An ad phrase that caught me ear the other day on the New York Times was, “Since when is an airline’s schedule more important than yours?” It was for “The New Delta” and I had to laugh, because it’s a really odd way of saying, “Things have been screwed up lately, but we’re trying to fix them.” They have a lot more to coordinate than I do—with their airplanes, luggage, pilots, crew, fuel, and little pillows and bags of nuts all having to arrive at the same place in the middle of a long day. If they are to continue functioning at all, their schedule must be more important than mine. But something about that notion is way too socialist. People really don’t want to hear it.

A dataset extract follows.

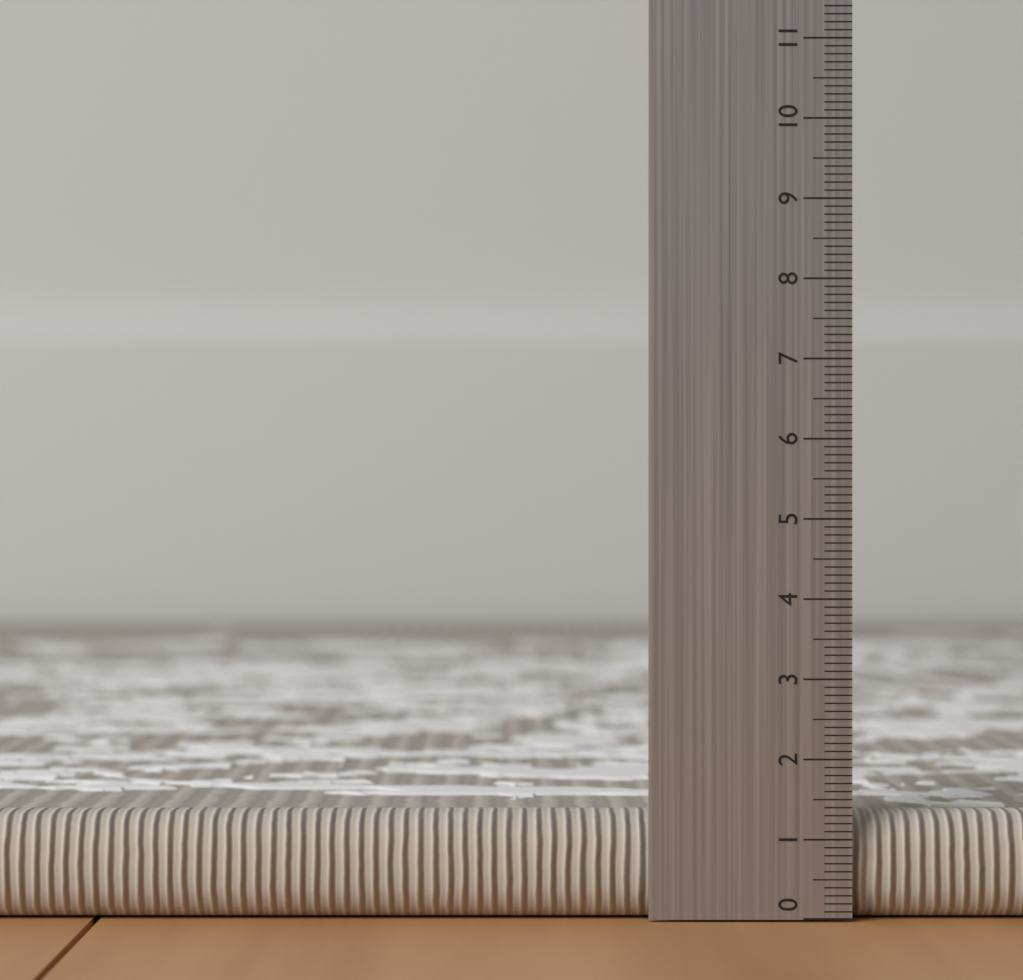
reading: 1.3 (no unit)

The funny thing is, even if their point is simply that the two schedules, mine and the airline’s, are ideally of equal importance, they still leave room for the hyper-individualistic interpretation that my schedule is way more important than theirs. I’m sure there are many who see it that way, and that’s why we are going to hell in millions of individual handbaskets, with little pillows provided through a partnership with Delta.

4 Sep 02007

So, thanks to my father’s generocity, this week I was paid—in the form of a new computer—for what would have been a pro-bono web site for one my family’s many enterprises. And it actually turned out to be more exciting than I thought. A computer is just a computer, right? We all have to upgrade, but it’s basically the same thing. But every once in a while, something comes along that changes the way I work and reminds me of the value of proper tools.

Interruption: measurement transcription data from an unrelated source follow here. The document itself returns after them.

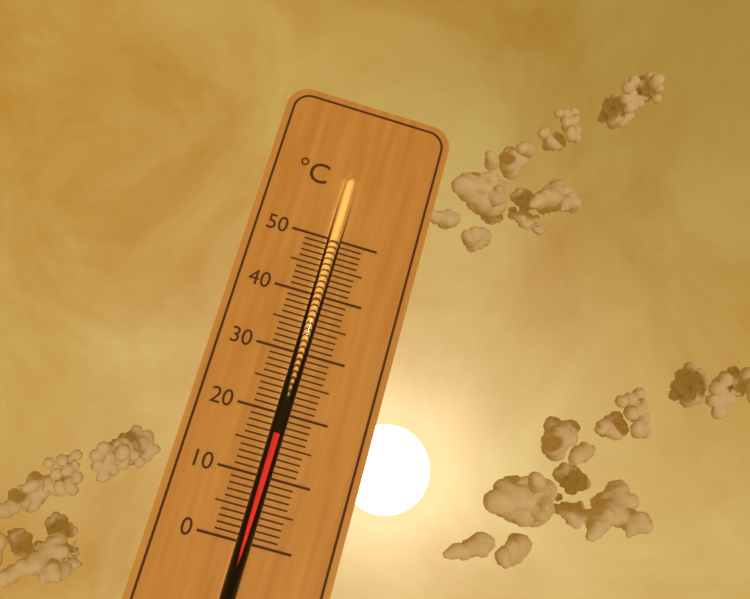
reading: 17 °C
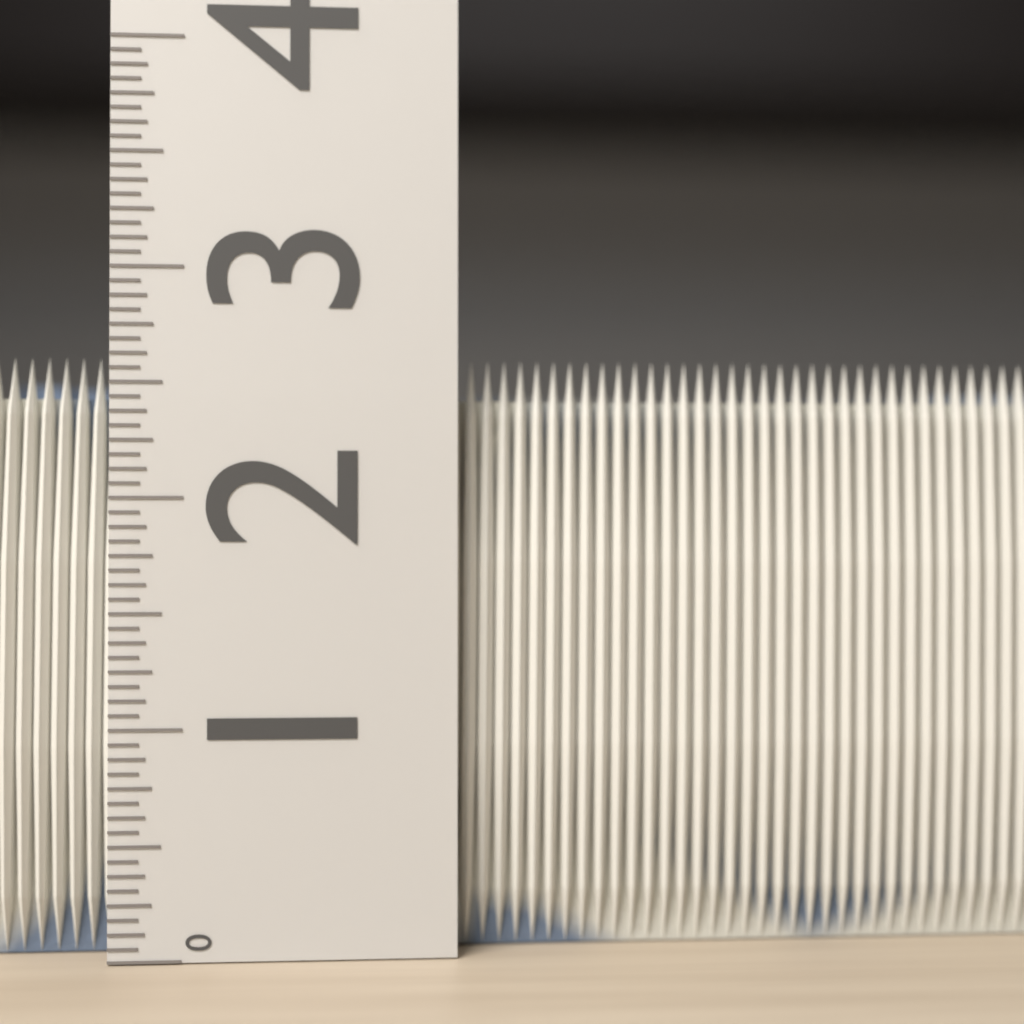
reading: 2.6250 (no unit)
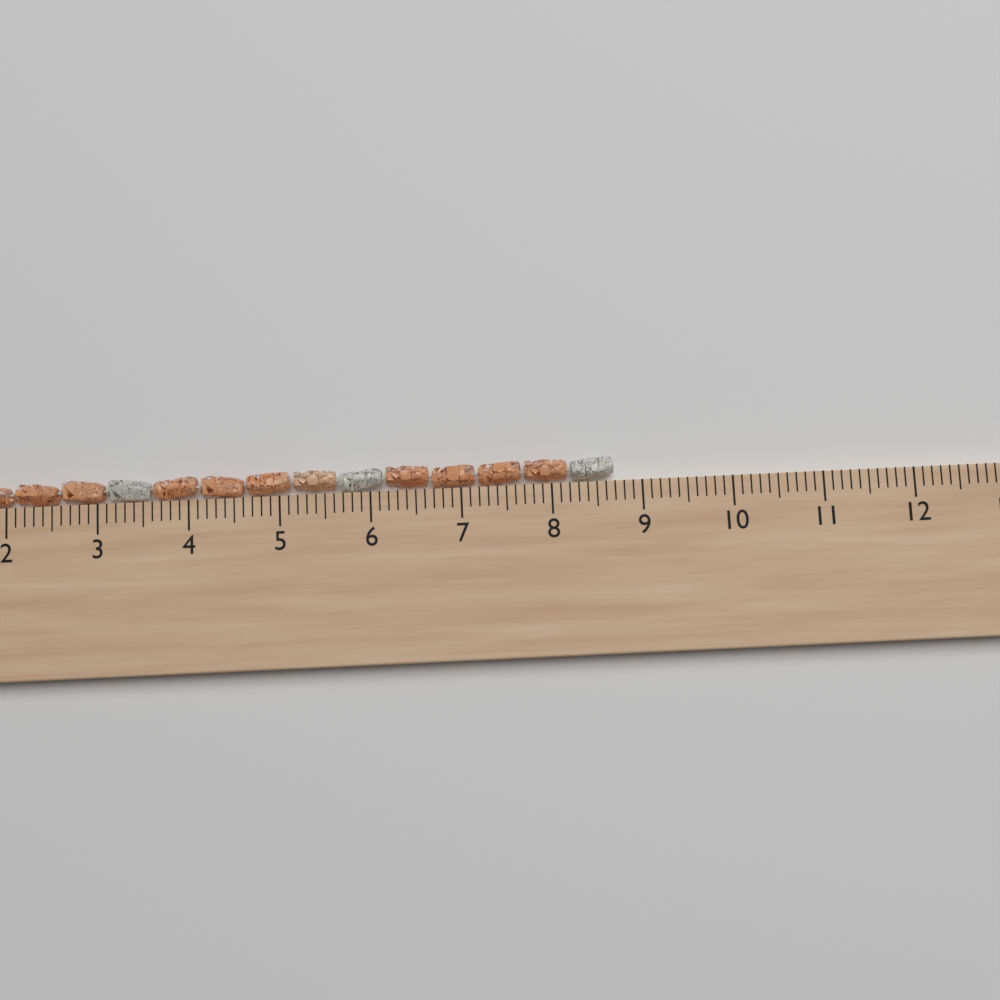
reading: 8.7 cm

In this case, I was upgrading from a PowerMac G5, a big hunky desktop machine. I don’t know why I thought I’d need all of those card slots or hard drive bays. Maybe I just bought it as a doorstop for my ego. Anyway, over the years I only ever added RAM to it. So when choosing a new machine, the number of card slots didn’t enter into it. The decision really came down to portability vs. screen real estate, and even though my life is in mobile turmoil right now, I opted for screen real estate.

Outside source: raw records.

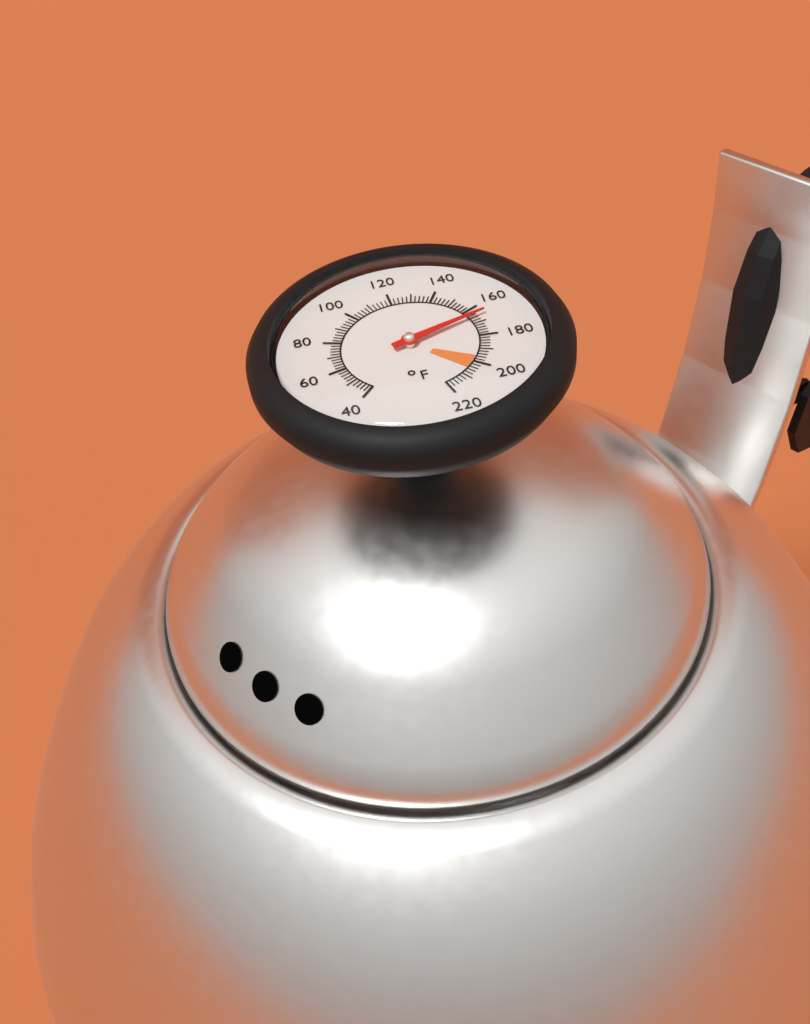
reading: 166 °F
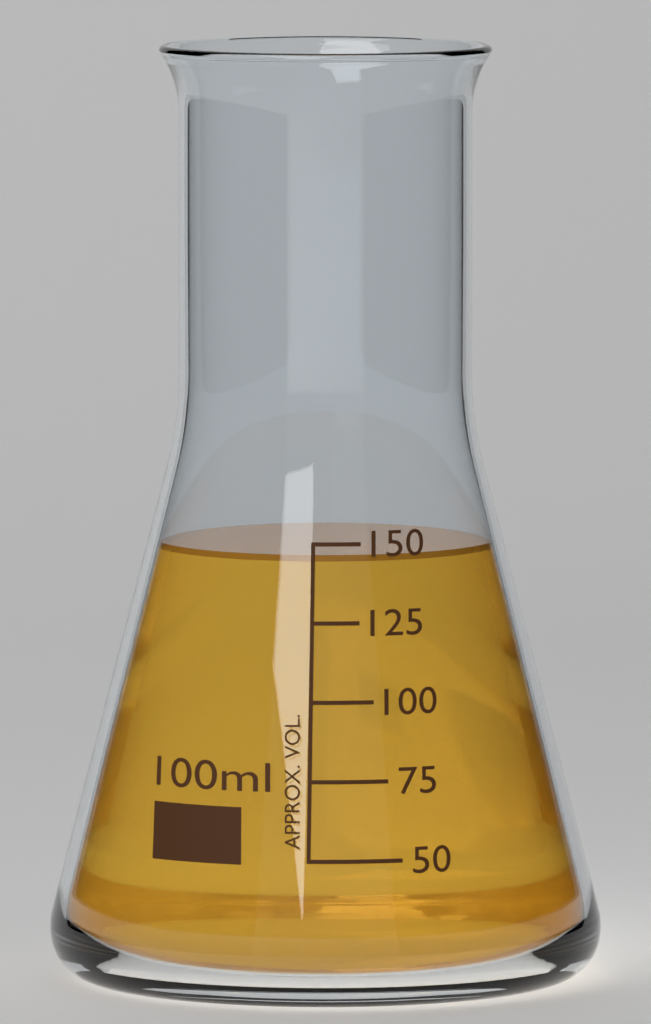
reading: 146 ml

Four days with the new machine and I’m utterly convinced I’ve made the right choice. I bought a 24” iMac, and I now have a luxurious 7.1 megapixel LCD landscape in front of me. It feels like my productivity has doubled. It’s similar to the way I felt when Exposé came out. The main screen is 1920x1200, and I think that makes the biggest difference for me. But the secondary screen (my old 20” LCD) is also indispensable, because I can now give my e-mail, IM, and a full calendar the space they deserve.

That’s the thing: More space really changes the way I work. For example, if I keep iCal open on my secondary screen, it becomes the virtual equivalent of tacking a calendar to the wall. That is very, very valuable. It means that I can rely on iCal because I don’t have to find and open it each time I want to add to it. It means that I can actually use iCal now. Because I can just glance at it. I can rely on iCal always being there. So the secondary screen becomes the screen at which I glance while I’m working on other things. It’s the screen of passive interruption—the communication center. I can be interrupted, but without the real work around. Psychologically, even with the ease Exposé, that makes a big difference to me. It’s counterintuitive, but more space seems to allow me to focus better.

My secondary screen is the virtual cork board above my virtual desk, and I think that over the next couple years, as the desktop metaphor finally dies out, its replacement will have to have this functionality in some form.

Anyway, I’m grateful to have this new machine and the productivity boost that comes with it. (thanks, Dad!)